Folks from St. Peter’s are invited to come and meet the neighborhood, pass out cold drinks, work the kid’s activity area, or, if you’re someone who isn’t much for change, do not fear, there will be an opportunity for a neighborhood clean-up following the event on Sunday after worship.  Sign up in the fellowship hall if you’d like to participate in representing our church in any of the above mentioned ways!

The thing about God’s work is that it’s not one dimensional. It doesn’t always look like picking up trash or writing cards or filling school kits in an act of service for others. Sometimes it looks like being out in the world where we get mixed up with the people you find out there. That’s where God usually did God’s work through the person of Jesus.  It wasn’t limited to the high holy days in the synagogue.  Jesus did God’s work in living rooms, at kitchen tables, along the side of the road, in town centers at water wells, where people were busy living their lives.  Sometimes his work was in service to the poor, hungry or sick.  Sometimes it was hospitality to the tax collector. Sometimes it was conversation with a passerby or sitting on the ground, blessing children. 

And so that is what we are going to do this year for “God’s Work.
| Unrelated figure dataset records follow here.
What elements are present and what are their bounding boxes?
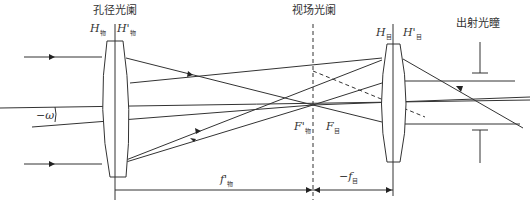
arrow-icon [195,128,201,134]
eyepiece-focus-label: F目 [325,120,340,135]
ray-bottom-to-focus [126,105,313,162]
field-angle-arc [55,107,56,122]
exit-pupil-label: 出射光瞳 [456,16,500,30]
optical-axis [0,100,530,108]
arrow-icon [49,161,55,167]
arrow-icon [49,54,55,60]
optical-system-diagram: −ω 视场光阑 孔径光阑 H物 H'物 H目 H'目 出射光瞳 F'物 F目 f… [0,0,530,210]
arrow-icon [187,71,193,77]
eyepiece-back-principal-label: H'目 [402,26,422,41]
objective-focus-label: F'物 [293,120,311,135]
dashed-ray [313,71,425,117]
exit-ray-diagonal [403,59,523,128]
eyepiece-lens [382,44,407,162]
aperture-stop-label: 孔径光阑 [93,3,137,17]
objective-front-principal-label: H物 [89,22,106,37]
oblique-ray-lower [126,60,382,160]
arrow-icon [306,187,312,193]
field-stop-label: 视场光阑 [292,3,336,17]
arrow-icon [314,187,320,193]
chief-ray-exit [313,97,530,105]
field-angle-label: −ω [36,109,54,122]
eyepiece-focal-length-label: −f目 [339,170,358,185]
objective-lens [103,41,129,177]
chief-ray [32,105,313,127]
objective-focal-length-label: f'物 [219,173,233,188]
ray-bottom-after-focus [313,83,382,105]
oblique-ray-upper [130,58,382,83]
arrow-icon [386,187,392,193]
ray-top-after-focus [313,105,382,122]
eyepiece-front-principal-label: H目 [375,26,392,41]
objective-back-principal-label: H'物 [116,22,136,37]
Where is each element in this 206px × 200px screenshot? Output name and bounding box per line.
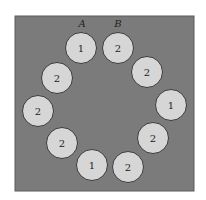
circle-3: 1: [156, 90, 187, 121]
circle-0: 1: [66, 33, 97, 64]
circle-value: 2: [35, 106, 41, 117]
circle-7: 2: [47, 128, 78, 159]
circle-value: 1: [78, 43, 84, 54]
circle-value: 2: [144, 67, 150, 78]
circle-value: 1: [89, 160, 95, 171]
circle-value: 2: [115, 43, 121, 54]
circle-2: 2: [132, 57, 163, 88]
marker-a: A: [77, 18, 85, 29]
circle-8: 2: [23, 96, 54, 127]
circle-value: 2: [150, 133, 156, 144]
circle-value: 2: [59, 138, 65, 149]
circle-1: 2: [103, 33, 134, 64]
circle-diagram: A B 1 2 2 1 2 2 1 2 2 2: [0, 0, 206, 200]
circle-4: 2: [138, 123, 169, 154]
circle-value: 2: [54, 73, 60, 84]
circle-value: 1: [168, 100, 174, 111]
circle-value: 2: [125, 162, 131, 173]
marker-b: B: [113, 18, 121, 29]
circle-5: 2: [113, 152, 144, 183]
circle-6: 1: [77, 150, 108, 181]
circle-9: 2: [42, 63, 73, 94]
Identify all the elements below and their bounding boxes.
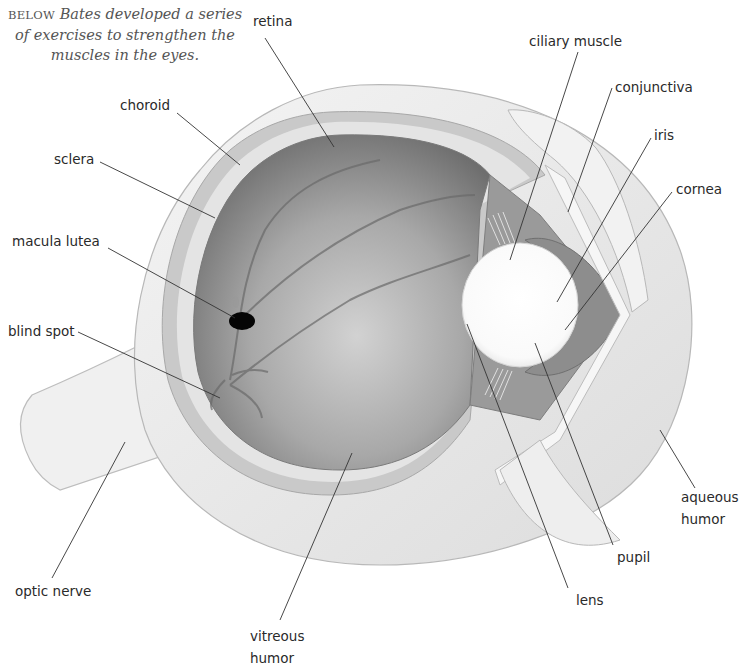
- label-aqueous-humor: aqueous humor: [681, 486, 739, 530]
- label-lens: lens: [576, 589, 604, 611]
- label-conjunctiva: conjunctiva: [615, 76, 693, 98]
- label-choroid: choroid: [120, 94, 170, 116]
- label-sclera: sclera: [54, 148, 94, 170]
- label-iris: iris: [654, 124, 674, 146]
- lens-shape: [462, 243, 578, 367]
- label-optic-nerve: optic nerve: [15, 580, 91, 602]
- macula-lutea-spot: [229, 312, 255, 330]
- label-pupil: pupil: [617, 546, 650, 568]
- label-ciliary-muscle: ciliary muscle: [529, 30, 622, 52]
- label-aqueous-humor-line2: humor: [681, 511, 725, 527]
- label-blind-spot: blind spot: [8, 320, 75, 342]
- label-vitreous-humor: vitreous humor: [250, 625, 304, 669]
- label-vitreous-humor-line1: vitreous: [250, 628, 304, 644]
- label-cornea: cornea: [676, 178, 722, 200]
- label-macula-lutea: macula lutea: [12, 230, 100, 252]
- label-retina: retina: [253, 10, 292, 32]
- eye-cross-section-illustration: [0, 0, 751, 670]
- label-vitreous-humor-line2: humor: [250, 650, 294, 666]
- label-aqueous-humor-line1: aqueous: [681, 489, 739, 505]
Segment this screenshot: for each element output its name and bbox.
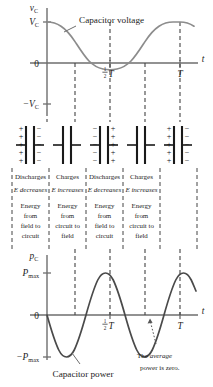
halfT-numerator-top: 1 — [104, 66, 107, 72]
capacitor-5-minus-5: − — [185, 156, 190, 165]
table-state-cell-1: Discharges — [15, 173, 46, 181]
power-caption: Capacitor power — [53, 369, 114, 379]
capacitor-3-plus-5: + — [111, 156, 116, 165]
energy-4-line-1: Energy — [132, 202, 152, 209]
voltage-annotation-label: Capacitor voltage — [79, 15, 144, 25]
halfT-symbol-top: T — [109, 69, 115, 79]
halfT-symbol-bottom: T — [109, 321, 115, 331]
energy-1-line-4: circuit — [22, 232, 40, 239]
energy-1-line-2: from — [24, 212, 38, 219]
table-state-cell-2: Charges — [56, 173, 79, 181]
table-field-cell-2: E increases — [50, 186, 83, 194]
halfT-denominator-top: 2 — [104, 73, 107, 79]
capacitor-1-plus-5: + — [19, 156, 24, 165]
energy-4-line-2: from — [135, 212, 149, 219]
energy-3-line-3: field to — [95, 222, 115, 229]
energy-2-line-3: circuit to — [55, 222, 80, 229]
energy-2-line-1: Energy — [58, 202, 78, 209]
table-field-cell-4: E increases — [124, 186, 157, 194]
capacitor-voltage-power-figure: vC VC 0 −VC 1 2 T T t Capacitor voltage … — [0, 0, 213, 387]
capacitor-1-minus-5: − — [37, 156, 42, 165]
energy-3-line-4: circuit — [96, 232, 114, 239]
energy-2-line-2: from — [61, 212, 75, 219]
energy-2-line-4: field — [61, 232, 74, 239]
voltage-x-axis-label: t — [202, 54, 205, 64]
table-field-cell-3: E decreases — [87, 186, 122, 194]
average-power-annotation-line-1: The average — [137, 352, 172, 360]
capacitor-3-minus-5: − — [93, 156, 98, 165]
table-field-cell-1: E decreases — [13, 186, 48, 194]
power-x-axis-label: t — [202, 306, 205, 316]
halfT-denominator-bottom: 2 — [104, 325, 107, 331]
power-xtick-label-T: T — [177, 321, 183, 331]
average-power-annotation-line-2: power is zero. — [140, 364, 180, 372]
voltage-ytick-label-zero: 0 — [34, 59, 39, 69]
energy-3-line-1: Energy — [95, 202, 115, 209]
halfT-numerator-bottom: 1 — [104, 318, 107, 324]
energy-4-line-4: field — [135, 232, 148, 239]
voltage-xtick-label-T: T — [177, 69, 183, 79]
energy-1-line-3: field to — [21, 222, 41, 229]
power-ytick-label-zero: 0 — [34, 311, 39, 321]
figure-svg: vC VC 0 −VC 1 2 T T t Capacitor voltage … — [0, 0, 213, 387]
energy-4-line-3: circuit to — [129, 222, 154, 229]
capacitor-5-plus-5: + — [167, 156, 172, 165]
table-state-cell-3: Discharges — [89, 173, 120, 181]
energy-3-line-2: from — [98, 212, 112, 219]
table-state-cell-4: Charges — [130, 173, 153, 181]
energy-1-line-1: Energy — [21, 202, 41, 209]
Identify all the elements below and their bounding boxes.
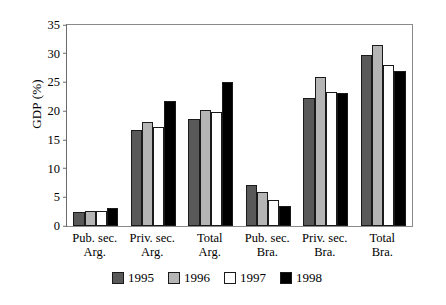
legend-swatch [168, 272, 180, 284]
x-axis-category-label: Pub. sec.Bra. [239, 231, 297, 259]
chart-legend: 1995199619971998 [112, 271, 322, 284]
y-axis-tick: 25 [48, 76, 68, 89]
bar-group [240, 25, 298, 226]
x-axis-category-label: TotalArg. [181, 231, 239, 259]
x-axis-label-line2: Bra. [296, 245, 354, 259]
legend-item: 1997 [224, 271, 266, 284]
bar [85, 211, 96, 226]
y-axis-tick: 10 [48, 162, 68, 175]
bar-group [355, 25, 413, 226]
y-axis-title: GDP (%) [29, 69, 45, 139]
bar-chart-figure: GDP (%) 35302520151050 Pub. sec.Arg.Priv… [0, 0, 446, 305]
bar [326, 92, 337, 226]
bar [394, 71, 405, 226]
bar [142, 122, 153, 226]
bar-group [125, 25, 183, 226]
bar [107, 208, 118, 226]
y-axis-tick-label: 20 [48, 105, 64, 118]
y-axis-tick: 15 [48, 134, 68, 147]
x-axis-category-label: Priv. sec.Arg. [124, 231, 182, 259]
bar [96, 211, 107, 227]
y-axis-tick-label: 5 [54, 191, 63, 204]
bar [153, 127, 164, 226]
bar [268, 200, 279, 226]
x-axis-label-line1: Total [369, 231, 395, 245]
y-axis-tick: 35 [48, 19, 68, 32]
bar [257, 192, 268, 226]
y-axis-tick-label: 30 [48, 47, 64, 60]
bar [164, 101, 175, 226]
bar [337, 93, 348, 226]
legend-label: 1996 [184, 271, 210, 284]
legend-label: 1997 [240, 271, 266, 284]
x-axis-label-line1: Pub. sec. [245, 231, 290, 245]
y-axis-tick-label: 0 [54, 220, 63, 233]
legend-item: 1996 [168, 271, 210, 284]
x-axis-label-line2: Arg. [66, 245, 124, 259]
legend-item: 1998 [280, 271, 322, 284]
bar [73, 212, 84, 226]
bar [303, 98, 314, 226]
x-axis-label-line2: Arg. [181, 245, 239, 259]
x-axis-category-label: TotalBra. [354, 231, 412, 259]
legend-label: 1995 [128, 271, 154, 284]
y-axis-tick: 30 [48, 47, 68, 60]
x-axis-label-line2: Bra. [354, 245, 412, 259]
bar [361, 55, 372, 226]
bar [131, 130, 142, 226]
y-axis-tick: 20 [48, 105, 68, 118]
bar [279, 206, 290, 226]
legend-item: 1995 [112, 271, 154, 284]
x-axis-label-line1: Priv. sec. [302, 231, 347, 245]
bar [222, 82, 233, 226]
y-axis-tick: 5 [54, 191, 67, 204]
bar-group [67, 25, 125, 226]
legend-swatch [112, 272, 124, 284]
x-axis-label-line2: Arg. [124, 245, 182, 259]
bar [246, 185, 257, 226]
bar [383, 65, 394, 226]
x-axis-category-label: Priv. sec.Bra. [296, 231, 354, 259]
y-axis-tick: 0 [54, 220, 67, 233]
legend-swatch [280, 272, 292, 284]
bar [200, 110, 211, 226]
bar-group [297, 25, 355, 226]
y-axis-tick-label: 25 [48, 76, 64, 89]
legend-label: 1998 [296, 271, 322, 284]
x-axis-category-label: Pub. sec.Arg. [66, 231, 124, 259]
x-axis-label-line1: Priv. sec. [130, 231, 175, 245]
x-axis-label-line2: Bra. [239, 245, 297, 259]
y-axis-tick-label: 10 [48, 162, 64, 175]
bar [315, 77, 326, 226]
bar [372, 45, 383, 226]
bar-series-container [67, 25, 412, 226]
y-axis-tick-label: 35 [48, 19, 64, 32]
bar [211, 112, 222, 226]
plot-area: 35302520151050 [66, 24, 413, 227]
y-axis-tick-label: 15 [48, 134, 64, 147]
legend-swatch [224, 272, 236, 284]
bar-group [182, 25, 240, 226]
x-axis-label-line1: Pub. sec. [72, 231, 117, 245]
bar [188, 119, 199, 226]
x-axis-label-line1: Total [197, 231, 223, 245]
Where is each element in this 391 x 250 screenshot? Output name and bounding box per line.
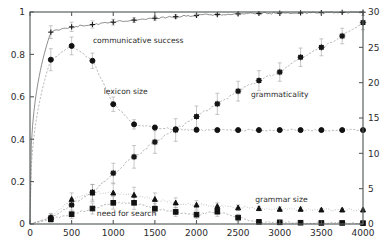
data-point-triangle <box>194 202 199 207</box>
data-point-circle <box>152 125 157 130</box>
y-tick-label: 0 <box>19 219 25 229</box>
data-point-circle <box>298 128 303 133</box>
y2-tick-label: 0 <box>368 219 374 229</box>
y2-tick-label: 5 <box>368 184 374 194</box>
x-tick-label: 3500 <box>310 228 333 238</box>
series-annotations-layer: communicative successlexicon sizegrammat… <box>93 36 309 218</box>
data-point-circle <box>215 128 220 133</box>
chart-canvas: 0500100015002000250030003500400000.20.40… <box>0 0 391 250</box>
annotation-communicative-success: communicative success <box>93 36 184 45</box>
y-tick-label: 0.4 <box>11 135 26 145</box>
data-point-square <box>236 215 241 220</box>
data-point-triangle <box>132 192 137 197</box>
y-tick-label: 0.6 <box>11 92 26 102</box>
data-point-triangle <box>69 197 74 202</box>
data-point-square <box>173 210 178 215</box>
data-point-triangle <box>111 190 116 195</box>
data-point-square <box>49 217 54 222</box>
annotation-lexicon-size: lexicon size <box>104 87 148 96</box>
y-tick-label: 0.8 <box>11 50 26 60</box>
y2-tick-label: 25 <box>368 43 379 53</box>
data-point-square <box>194 212 199 217</box>
y2-tick-label: 10 <box>368 149 380 159</box>
y2-tick-label: 15 <box>368 113 379 123</box>
data-point-square <box>215 209 220 214</box>
data-point-circle <box>111 102 116 107</box>
tick-labels-layer: 0500100015002000250030003500400000.20.40… <box>11 7 380 238</box>
data-point-circle <box>194 127 199 132</box>
data-point-circle <box>69 43 74 48</box>
annotation-grammar-size: grammar size <box>255 195 308 204</box>
x-tick-label: 500 <box>63 228 80 238</box>
x-tick-label: 4000 <box>352 228 375 238</box>
data-point-circle <box>277 128 282 133</box>
data-point-circle <box>48 57 53 62</box>
data-point-triangle <box>340 207 345 212</box>
y2-tick-label: 20 <box>368 78 380 88</box>
x-tick-label: 3000 <box>268 228 291 238</box>
x-tick-label: 0 <box>27 228 33 238</box>
data-point-square <box>69 212 74 217</box>
x-tick-label: 2500 <box>227 228 250 238</box>
data-point-circle <box>132 122 137 127</box>
data-point-circle <box>236 128 241 133</box>
data-point-square <box>90 206 95 211</box>
y-tick-label: 0.2 <box>11 177 25 187</box>
data-point-triangle <box>215 204 220 209</box>
y2-tick-label: 30 <box>368 7 380 17</box>
data-point-circle <box>90 58 95 63</box>
y-tick-label: 1 <box>19 7 25 17</box>
data-point-triangle <box>152 197 157 202</box>
chart-figure: 0500100015002000250030003500400000.20.40… <box>0 0 391 250</box>
x-tick-label: 1500 <box>143 228 166 238</box>
annotation-grammaticality: grammaticality <box>251 90 309 99</box>
data-point-square <box>111 201 116 206</box>
x-tick-label: 1000 <box>102 228 125 238</box>
data-point-triangle <box>319 207 324 212</box>
x-tick-label: 2000 <box>185 228 208 238</box>
data-point-circle <box>319 128 324 133</box>
data-point-square <box>132 201 137 206</box>
data-point-triangle <box>173 200 178 205</box>
data-point-circle <box>256 128 261 133</box>
data-point-triangle <box>236 205 241 210</box>
data-point-circle <box>340 128 345 133</box>
annotation-need-for-search: need for search <box>97 209 157 218</box>
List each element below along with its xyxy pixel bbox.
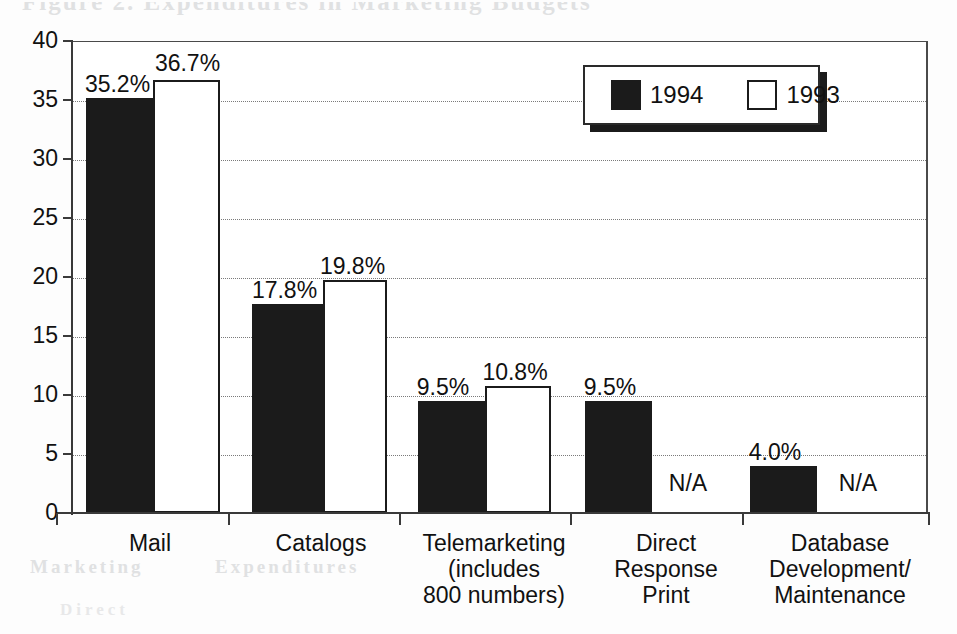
bar-direct-response-print-1994 — [585, 401, 652, 513]
y-tick-20 — [63, 276, 72, 278]
y-tick-5 — [63, 453, 72, 455]
category-label-telemarketing-line2: (includes — [406, 556, 582, 582]
y-label-25: 25 — [6, 206, 58, 229]
y-label-20: 20 — [6, 265, 58, 288]
legend-label-1993: 1993 — [786, 83, 839, 107]
y-label-0: 0 — [6, 501, 58, 524]
category-label-telemarketing-line3: 800 numbers) — [406, 582, 582, 608]
y-tick-40 — [63, 40, 72, 42]
category-label-direct-line1: Direct — [588, 530, 744, 556]
legend-swatch-1994-icon — [611, 80, 641, 110]
data-label-database-development-1993: N/A — [823, 472, 893, 495]
bar-telemarketing-1994 — [418, 401, 485, 513]
data-label-catalogs-1994: 17.8% — [242, 279, 327, 302]
bar-telemarketing-1993 — [485, 386, 551, 513]
data-label-direct-response-print-1993: N/A — [653, 472, 723, 495]
legend-label-1994: 1994 — [650, 83, 703, 107]
legend: 1994 1993 — [583, 65, 820, 125]
category-label-direct-line3: Print — [588, 582, 744, 608]
bar-mail-1993 — [153, 80, 220, 513]
category-label-telemarketing-line1: Telemarketing — [406, 530, 582, 556]
data-label-telemarketing-1993: 10.8% — [469, 361, 561, 384]
ghost-title-artifact: Figure 2. Expenditures in Marketing Budg… — [22, 0, 592, 16]
y-tick-30 — [63, 158, 72, 160]
category-label-database-line1: Database — [745, 530, 935, 556]
x-tick-1 — [228, 513, 230, 525]
x-tick-start — [56, 513, 58, 525]
legend-entry-1993[interactable]: 1993 — [747, 80, 839, 110]
y-label-15: 15 — [6, 324, 58, 347]
data-label-database-development-1994: 4.0% — [736, 441, 814, 464]
legend-entry-1994[interactable]: 1994 — [611, 80, 703, 110]
bar-chart: Figure 2. Expenditures in Marketing Budg… — [0, 0, 957, 634]
y-tick-0 — [63, 512, 72, 514]
x-tick-end — [928, 513, 930, 525]
y-label-40: 40 — [6, 29, 58, 52]
y-tick-10 — [63, 394, 72, 396]
ghost-bottom-artifact-2: Expenditures — [215, 556, 359, 578]
bar-catalogs-1994 — [252, 304, 323, 513]
category-label-catalogs: Catalogs — [243, 530, 399, 556]
x-axis-line — [56, 512, 930, 514]
y-tick-35 — [63, 99, 72, 101]
y-axis-labels: 40 35 30 25 20 15 10 5 0 — [0, 0, 58, 634]
category-label-catalogs-line1: Catalogs — [243, 530, 399, 556]
x-tick-3 — [570, 513, 572, 525]
category-label-database-line2: Development/ — [745, 556, 935, 582]
data-label-direct-response-print-1994: 9.5% — [571, 376, 649, 399]
y-label-30: 30 — [6, 147, 58, 170]
ghost-bottom-artifact-3: Direct — [60, 600, 129, 620]
category-label-direct-response-print: Direct Response Print — [588, 530, 744, 608]
category-label-database-development: Database Development/ Maintenance — [745, 530, 935, 608]
bar-mail-1994 — [86, 98, 153, 513]
bar-database-development-1994 — [750, 466, 817, 513]
category-label-telemarketing: Telemarketing (includes 800 numbers) — [406, 530, 582, 608]
x-tick-4 — [742, 513, 744, 525]
category-label-database-line3: Maintenance — [745, 582, 935, 608]
data-label-mail-1993: 36.7% — [145, 52, 230, 75]
y-label-35: 35 — [6, 88, 58, 111]
y-label-10: 10 — [6, 383, 58, 406]
data-label-catalogs-1993: 19.8% — [310, 255, 395, 278]
category-label-mail-line1: Mail — [72, 530, 228, 556]
category-label-direct-line2: Response — [588, 556, 744, 582]
bar-catalogs-1993 — [323, 280, 387, 513]
x-tick-2 — [399, 513, 401, 525]
y-tick-25 — [63, 217, 72, 219]
category-label-mail: Mail — [72, 530, 228, 556]
y-tick-15 — [63, 335, 72, 337]
legend-swatch-1993-icon — [747, 80, 777, 110]
data-label-mail-1994: 35.2% — [75, 73, 160, 96]
y-label-5: 5 — [6, 442, 58, 465]
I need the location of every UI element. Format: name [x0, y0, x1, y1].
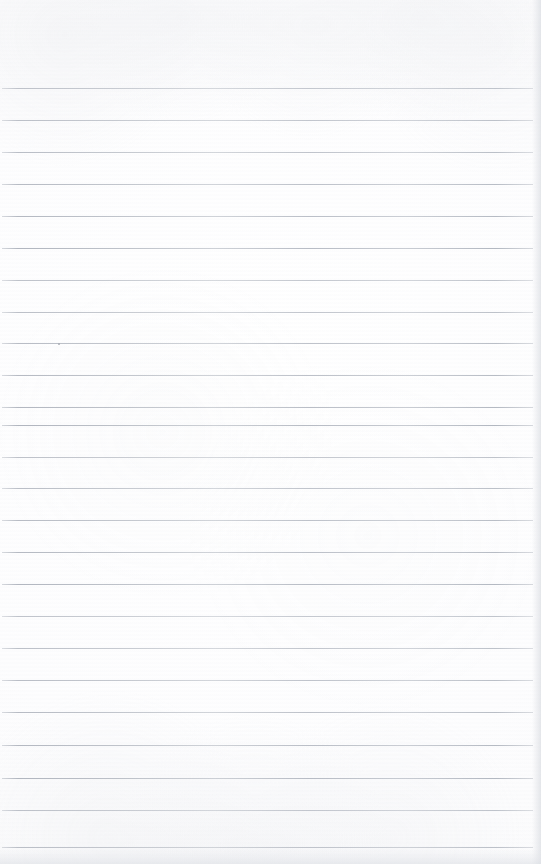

Our Hands.” Sunday - we’re going to put ourselves out there in the community to extend hospitality to our neighbors.  Who knows who we will meet and what they might have to teach us? Who knows who we might meet who was looking for a church just like ours? Who knows who we might meet in our neighborhood who will turn out to be just the neighbors we needed?

God’s work is so often the work of showing up where people are living their lives and from there, relationships form, community is built, grace is shared, and the church and world are strengthened. Let’s be the hands that join God in this work!